Robbie had almost killed himself trying to get an A in that class. It was the least he could do. Too bad he’d only gotten a C+. As if the plus made a difference.
Paul put the CD back and continued his slow exploration of the small room. The next thing he pulled out was a collection of American Sign Language DVDs. “Can you speak sign language? Are you deaf?”
“No. Not deaf. Did I seem deaf while we were talking?” He thought for a second. “Can you even play hockey if you’re deaf?”
Paul shrugged. “I don’t know. So why sign language then?”
Robbie had the feeling that if he moved too quickly, Paul would flee like a wild animal. He wasn’t sure why, but he wanted the guy to stay for a while. Sure, he was good-looking; tall and with those All-American looks, blond hair and blue eyes. But it was more than that.
Robbie couldn’t help but think of the sadness he remembered seeing in Paul’s eyes during the game.
“I have a couple of learning disabilities,” Robbie answered. “They make it hard for me to read and write. And talk sometimes. Some therapist suggested ASL as a way to maybe retrain my brain.”
“Does it help?”
Robbie shrugged. “Yeah. Sometimes I can think better in it.

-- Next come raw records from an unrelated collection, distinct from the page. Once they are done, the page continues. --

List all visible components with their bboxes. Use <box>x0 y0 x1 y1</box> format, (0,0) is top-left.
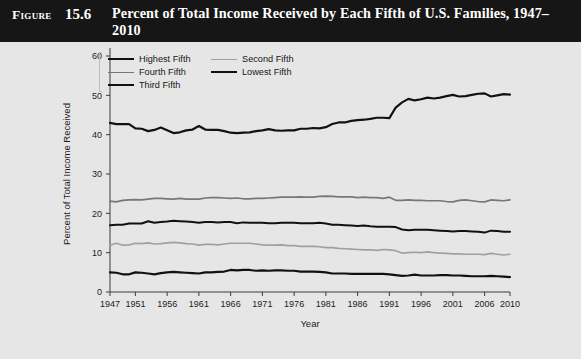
y-tick-label: 30 <box>92 169 102 179</box>
legend-item-fourth-fifth[interactable]: Fourth Fifth <box>108 67 186 77</box>
legend-label: Second Fifth <box>242 54 294 64</box>
y-tick-label: 50 <box>92 91 102 101</box>
legend-swatch-icon <box>211 71 237 73</box>
legend-label: Fourth Fifth <box>139 67 186 77</box>
page-title: Percent of Total Income Received by Each… <box>112 5 572 38</box>
y-tick-label: 40 <box>92 130 102 140</box>
x-tick-label: 1986 <box>348 299 368 309</box>
legend-swatch-icon <box>108 84 134 86</box>
x-tick-label: 2010 <box>500 299 520 309</box>
series-line-highest-fifth <box>110 93 510 133</box>
x-tick-label: 1991 <box>379 299 399 309</box>
x-tick-label: 1981 <box>316 299 336 309</box>
legend-label: Third Fifth <box>139 80 180 90</box>
y-tick-label: 0 <box>97 287 102 297</box>
series-line-fourth-fifth <box>110 196 510 202</box>
y-tick-label: 20 <box>92 209 102 219</box>
y-tick-label: 10 <box>92 248 102 258</box>
x-tick-label: 1976 <box>284 299 304 309</box>
y-axis-title: Percent of Total Income Received <box>61 103 72 245</box>
legend-item-third-fifth[interactable]: Third Fifth <box>108 80 180 90</box>
figure-title-bar: Figure 15.6 Percent of Total Income Rece… <box>0 0 581 42</box>
x-tick-label: 1996 <box>411 299 431 309</box>
x-tick-label: 1951 <box>125 299 145 309</box>
x-tick-label: 1956 <box>157 299 177 309</box>
figure-label: Figure <box>12 7 52 23</box>
x-tick-label: 2001 <box>443 299 463 309</box>
legend-label: Lowest Fifth <box>242 67 292 77</box>
x-tick-label: 2006 <box>475 299 495 309</box>
x-tick-label: 1961 <box>189 299 209 309</box>
legend-swatch-icon <box>108 72 134 73</box>
legend-bracket <box>99 52 102 92</box>
chart-legend: Highest FifthSecond FifthFourth FifthLow… <box>99 52 337 92</box>
figure-number: 15.6 <box>65 6 91 23</box>
series-line-lowest-fifth <box>110 270 510 277</box>
x-tick-label: 1971 <box>252 299 272 309</box>
x-tick-label: 1966 <box>221 299 241 309</box>
x-tick-label: 1947 <box>100 299 120 309</box>
series-line-second-fifth <box>110 242 510 255</box>
series-line-third-fifth <box>110 221 510 233</box>
legend-label: Highest Fifth <box>139 54 191 64</box>
legend-swatch-icon <box>108 58 134 60</box>
figure-container: Figure 15.6 Percent of Total Income Rece… <box>0 0 581 359</box>
chart-plot-area: 0102030405060194719511956196119661971197… <box>0 42 581 359</box>
legend-swatch-icon <box>211 59 237 60</box>
x-axis-title: Year <box>300 318 319 329</box>
legend-item-second-fifth[interactable]: Second Fifth <box>211 54 294 64</box>
legend-item-highest-fifth[interactable]: Highest Fifth <box>108 54 191 64</box>
legend-item-lowest-fifth[interactable]: Lowest Fifth <box>211 67 292 77</box>
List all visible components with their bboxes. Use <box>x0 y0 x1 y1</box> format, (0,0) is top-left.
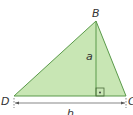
arrow-left-icon <box>15 102 19 105</box>
vertex-label-d: D <box>1 95 9 108</box>
vertex-label-c: C <box>128 95 133 108</box>
right-angle-dot <box>99 92 101 94</box>
triangle-diagram: B D C a h <box>0 0 133 115</box>
base-label: h <box>67 107 74 115</box>
altitude-label: a <box>86 50 93 63</box>
vertex-label-b: B <box>92 7 100 20</box>
triangle-dbc <box>14 21 126 96</box>
arrow-right-icon <box>121 102 125 105</box>
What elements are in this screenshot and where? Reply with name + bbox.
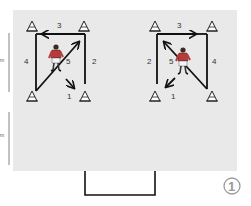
label-1: 1 <box>171 92 176 101</box>
figure-number-badge: 1 <box>224 178 240 194</box>
label-3: 3 <box>177 21 182 30</box>
drill-diagram: m m 3 2 4 5 1 <box>0 0 251 206</box>
label-1: 1 <box>67 92 72 101</box>
label-5: 5 <box>169 57 174 66</box>
measure-label-top: m <box>0 57 4 63</box>
svg-text:1: 1 <box>228 179 235 194</box>
label-2: 2 <box>147 57 152 66</box>
label-5: 5 <box>66 57 71 66</box>
goal <box>85 171 155 195</box>
measure-label-bottom: m <box>0 132 4 138</box>
label-2: 2 <box>92 57 97 66</box>
label-4: 4 <box>24 57 29 66</box>
label-3: 3 <box>57 21 62 30</box>
label-4: 4 <box>212 57 217 66</box>
measurement-marks: m m <box>0 33 9 165</box>
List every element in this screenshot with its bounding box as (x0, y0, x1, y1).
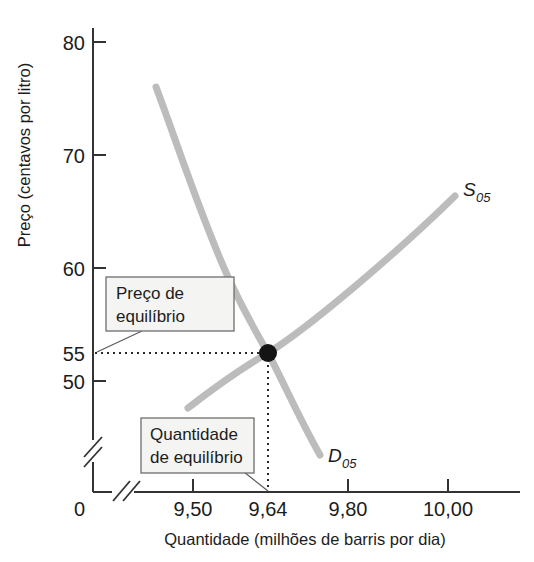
x-axis-break-slash-1 (113, 481, 130, 501)
y-tick-label-50: 50 (63, 371, 85, 393)
demand-label-subscript: 05 (342, 456, 357, 471)
y-tick-label-60: 60 (63, 258, 85, 280)
price-callout-line1: Preço de (116, 284, 184, 303)
demand-label-letter: D (328, 445, 342, 466)
supply-label-subscript: 05 (476, 190, 491, 205)
x-tick-label-950: 9,50 (174, 498, 213, 520)
quantity-callout-line1: Quantidade (150, 425, 238, 444)
quantity-equilibrium-callout: Quantidade de equilíbrio (141, 418, 268, 491)
x-axis-title: Quantidade (milhões de barris por dia) (164, 530, 446, 548)
price-callout-line2: equilíbrio (116, 307, 185, 326)
price-callout-leader (97, 331, 142, 352)
chart-canvas: 80 70 60 55 50 0 9,50 9,64 9,80 10,00 Qu… (0, 0, 534, 562)
x-tick-label-1000: 10,00 (423, 498, 473, 520)
supply-curve-label: S 05 (463, 179, 491, 205)
supply-label-letter: S (463, 179, 476, 200)
y-axis-ticks (93, 42, 106, 381)
quantity-callout-leader (244, 472, 268, 491)
price-equilibrium-callout: Preço de equilíbrio (97, 277, 234, 352)
x-tick-label-964: 9,64 (249, 498, 288, 520)
quantity-callout-line2: de equilíbrio (150, 448, 243, 467)
equilibrium-point (259, 344, 277, 362)
x-tick-label-980: 9,80 (329, 498, 368, 520)
demand-curve (156, 87, 320, 455)
y-tick-label-0: 0 (74, 498, 85, 520)
y-tick-labels: 80 70 60 55 50 0 (63, 32, 85, 520)
supply-demand-figure: 80 70 60 55 50 0 9,50 9,64 9,80 10,00 Qu… (0, 0, 534, 562)
x-axis-ticks (193, 479, 448, 492)
x-tick-labels: 9,50 9,64 9,80 10,00 (174, 498, 474, 520)
y-tick-label-55: 55 (63, 343, 85, 365)
y-tick-label-70: 70 (63, 145, 85, 167)
demand-curve-label: D 05 (328, 445, 357, 471)
y-axis-title: Preço (centavos por litro) (15, 63, 33, 247)
y-tick-label-80: 80 (63, 32, 85, 54)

Doesn’t help me talk to most people.”
“I think it would be mighty interesting.” Paul pulled a DVD off the shelf, tilting it forward with one finger.
Even from across the room, Robbie could tell it was one of the seasons of Queer as Folk.
Paul let the DVD tip back into line, then turned back to the room.
Robbie followed his eyes to the rainbow flag stuck into the coffee mug that served as a pencil holder.
“I heard…well, some guys were saying that you’re gay. Some guys from my team.” Paul tried to sound casual.